Tricked by a fake videoconference, an employee transfers $26 million to scammers

The scammers posed as the company’s UK-based finance director.
Valeriia / stock.adobe.com

The employee of a Chinese financial center in Hong Kong thought he was participating in a meeting with senior company executives when all the participants were “fake” made thanks to artificial intelligence.

Scammers defrauded a multinational company of some $26 million by using deepfake technology to pose as senior company executives, Hong Kong police said on Sunday, in one of the first such cases in the city. A deepfake is a video or audio recording made or modified using artificial intelligence. It has the potential for misinformation and misuse, such as deepfake images showing people saying things they never said.

An employee of a company in a Chinese financial center received “video conference calls from someone posing as a senior executive at their company asking them to transfer money to designated bank accounts”police told AFP.

All participants in the videoconference were “fake”

Police received a report of the incident on January 29, by which time some HK$200 million (US$26 million) had already been lost via 15 transfers. “Investigations are still ongoing and no arrests have been made so far”police said, without disclosing the name of the company.
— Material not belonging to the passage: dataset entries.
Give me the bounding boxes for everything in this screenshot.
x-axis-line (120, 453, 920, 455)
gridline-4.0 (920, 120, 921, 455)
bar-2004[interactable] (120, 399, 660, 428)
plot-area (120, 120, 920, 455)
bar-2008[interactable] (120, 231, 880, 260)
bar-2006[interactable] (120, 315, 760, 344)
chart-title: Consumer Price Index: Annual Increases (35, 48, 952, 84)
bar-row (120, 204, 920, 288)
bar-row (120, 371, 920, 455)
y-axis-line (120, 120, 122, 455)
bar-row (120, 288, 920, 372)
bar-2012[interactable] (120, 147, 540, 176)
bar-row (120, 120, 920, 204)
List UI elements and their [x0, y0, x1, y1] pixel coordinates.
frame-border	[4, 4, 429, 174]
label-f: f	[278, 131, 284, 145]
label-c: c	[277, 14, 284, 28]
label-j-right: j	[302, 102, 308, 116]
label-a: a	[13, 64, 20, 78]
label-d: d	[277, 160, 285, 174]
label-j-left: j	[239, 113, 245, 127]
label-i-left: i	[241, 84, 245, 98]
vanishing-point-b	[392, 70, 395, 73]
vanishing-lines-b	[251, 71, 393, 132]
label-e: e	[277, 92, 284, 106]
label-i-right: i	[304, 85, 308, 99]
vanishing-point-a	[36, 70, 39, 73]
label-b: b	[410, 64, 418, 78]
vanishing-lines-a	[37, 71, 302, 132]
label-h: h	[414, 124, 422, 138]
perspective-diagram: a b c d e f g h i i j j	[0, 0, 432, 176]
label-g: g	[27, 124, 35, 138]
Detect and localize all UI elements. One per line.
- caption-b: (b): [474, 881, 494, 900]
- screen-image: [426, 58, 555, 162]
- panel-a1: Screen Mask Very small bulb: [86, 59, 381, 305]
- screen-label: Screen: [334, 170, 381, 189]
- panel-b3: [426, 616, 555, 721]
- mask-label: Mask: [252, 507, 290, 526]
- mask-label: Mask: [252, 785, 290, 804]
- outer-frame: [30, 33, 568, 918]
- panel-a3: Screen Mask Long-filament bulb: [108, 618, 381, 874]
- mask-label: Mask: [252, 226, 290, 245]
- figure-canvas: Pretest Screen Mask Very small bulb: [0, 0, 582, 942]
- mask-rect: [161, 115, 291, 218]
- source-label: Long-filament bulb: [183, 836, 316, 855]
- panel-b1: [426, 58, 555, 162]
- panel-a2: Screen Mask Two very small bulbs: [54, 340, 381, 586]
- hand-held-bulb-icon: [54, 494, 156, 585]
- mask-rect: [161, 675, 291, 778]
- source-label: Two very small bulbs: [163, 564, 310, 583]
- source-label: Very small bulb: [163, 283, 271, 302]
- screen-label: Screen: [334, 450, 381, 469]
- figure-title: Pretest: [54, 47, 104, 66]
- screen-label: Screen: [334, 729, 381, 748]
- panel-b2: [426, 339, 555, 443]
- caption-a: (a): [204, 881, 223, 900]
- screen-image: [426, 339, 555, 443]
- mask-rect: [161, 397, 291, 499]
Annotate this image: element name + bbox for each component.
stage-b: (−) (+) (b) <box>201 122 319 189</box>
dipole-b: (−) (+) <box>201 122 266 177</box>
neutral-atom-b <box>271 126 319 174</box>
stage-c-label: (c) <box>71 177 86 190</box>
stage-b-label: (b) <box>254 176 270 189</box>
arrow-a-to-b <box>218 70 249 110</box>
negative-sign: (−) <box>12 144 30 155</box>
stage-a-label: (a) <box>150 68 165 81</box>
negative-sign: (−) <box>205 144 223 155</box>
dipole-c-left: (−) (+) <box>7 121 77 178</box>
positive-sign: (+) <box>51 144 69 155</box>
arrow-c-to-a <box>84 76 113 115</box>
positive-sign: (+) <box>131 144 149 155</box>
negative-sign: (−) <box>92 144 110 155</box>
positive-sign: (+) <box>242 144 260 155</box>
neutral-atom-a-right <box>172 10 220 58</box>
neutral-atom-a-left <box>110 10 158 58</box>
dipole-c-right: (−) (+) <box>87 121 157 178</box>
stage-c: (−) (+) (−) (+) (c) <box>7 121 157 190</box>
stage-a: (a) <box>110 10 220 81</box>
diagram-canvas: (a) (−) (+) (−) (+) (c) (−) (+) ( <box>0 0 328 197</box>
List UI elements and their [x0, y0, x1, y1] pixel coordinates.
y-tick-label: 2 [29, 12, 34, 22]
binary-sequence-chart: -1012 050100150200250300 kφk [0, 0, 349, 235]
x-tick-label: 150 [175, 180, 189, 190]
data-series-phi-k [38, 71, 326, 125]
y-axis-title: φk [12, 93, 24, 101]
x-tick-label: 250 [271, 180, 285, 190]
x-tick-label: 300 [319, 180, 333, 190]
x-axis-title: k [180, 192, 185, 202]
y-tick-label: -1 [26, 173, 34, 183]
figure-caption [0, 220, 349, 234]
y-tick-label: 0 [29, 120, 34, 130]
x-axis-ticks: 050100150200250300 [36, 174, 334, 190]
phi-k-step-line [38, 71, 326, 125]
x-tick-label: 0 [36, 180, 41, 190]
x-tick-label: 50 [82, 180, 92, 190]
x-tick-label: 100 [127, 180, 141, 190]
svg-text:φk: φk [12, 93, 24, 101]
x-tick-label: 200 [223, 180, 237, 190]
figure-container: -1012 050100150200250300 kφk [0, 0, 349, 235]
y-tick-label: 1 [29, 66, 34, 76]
A senior police official, Baron Chan, said the video conference involved several participants, but that all except the victim were “fake”.

“Scammers found publicly available videos and audios via YouTube, then used deepfake technology to imitate their voices… in order to trick the victim into following their instructions”, Chan told reporters. The deepfake videos were pre-recorded and did not involve any dialogue or interaction with the victim, he added.